Just as suddenly as it had started, the violent racket came to a halt—at least, some of it did. What turned out to be a barrage of machine gun fire was replaced by the steady
whup…whup…whup…whup…
of an Apache attack helicopter that was hovering just over the front yard of the neighboring house. Ryan stared at it in awe, his jaw almost down to his chest.
“Holy crap, Bones. Are you seeing that, too?”
But Bones just kept barking, even as heavily armored Army Rangers bashed through the gate and hands reached in to extract the pair.
I
t took some convincing of the Special Forces response team, specifically a Captain Willingham, for Bones not to be left behind to fend for himself in Gainey or, worse, shot. But after Ryan showed them Bones’s collar and explained that he was a trained Pittsburgh police K-9 who now had more experience sniffing out and fighting against the flesh-eaters than any dogs they might have brought with them, the captain realized how valuable such an asset might be.
“All right, kid,” Captain Willingham had said. “We’ll treat you like a matched set.”
After a visit to the company medic, who patched them up as best he could in the field, Bones and Ryan were loaded onto an Army CH-47 transport helicopter and whisked out of the combat zone. As soon as the helicopter was aloft, Bones fell asleep. He may have still been hungry but only accepted a quick drink from a soldier’s canteen before closing his eyes.
The longer they’d stayed on the ground, though, the more antsy Ryan had become. His debriefing by the captain, who wanted to know in detail where he’d been and what he’d experienced, had repeatedly been punctuated by machine gun fire from both the Apache’s forward cannon as well as troops on the ground exterminating flesh-eaters both near and far. So, when the helicopter was finally airborne and putting serious miles between himself and Bones and the scene of so much death that morning, Ryan was finally able to relax. His first reaction had been to break down and cry, but he was too dehydrated, and no tears came. Instead, his body merely shivered with sobs as he tried to hide this from the soldiers in the chopper.
“We didn’t know how wide it had spread until we started rising above the action,” a Sergeant Lopez told Ryan, handing him a pair of headphones, figuring conversation might help the troubled kid. “It seems to have started around Duncan but quickly spread to Gainey, past Scottsburg, and into Hammond, Warsaw, and Belton. They’d turned the city into Fortress Pittsburgh, thinking that was the next place they’d go but then
nada
. They’d all changed direction and started heading back out to the north.”
Though he had winced at the mention of his town, “Duncan,” Ryan liked that the man didn’t talk down to him, and when he said as much, Lopez smiled.
“Judging from what you told the captain, you’ve had a lot more experience fighting these things than anybody else in my unit. You and your pal there have earned the respect of a lot of American servicemen today.”
Ryan liked how that sounded.
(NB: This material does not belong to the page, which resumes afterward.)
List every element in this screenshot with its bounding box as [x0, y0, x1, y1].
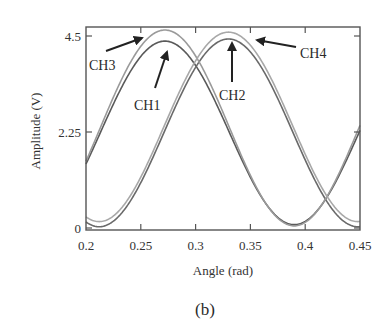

He glanced over at Bones, who was tethered to one of the seats of the helicopter by a nylon web belt one of the soldiers had attached to his collar. The shepherd looked dead to the world splayed out on the floor of the helicopter, despite the thunderous noise of the blades overhead.
“What were those things that attacked us?” Ryan asked Sergeant Lopez. Sgt. Lopez sighed, as if Ryan was bringing up the one sore subject on the day.
“That’s just it. We have no idea,” he replied. “We’re calling them ‘Stage 3s’ or ‘MBNS,’ Multi-Body Non-Sentients, which is one of the most laughable bits of bureaucratic-speak I’ve heard. We just call them Multipedes, just, well…because. Whatever the virus or parasite or whatever it is that’s been infecting people has been mutating throughout the day, causing their hosts to mutate as well. Tissue samples they took off the first Stage 2 bodies that came in are night-and-day different from ones they took off Stage 2s that came in as little as an hour later. What they’re really afraid is, well, these multipedes might not be the end of it. No one knows what they’re looking for out there.”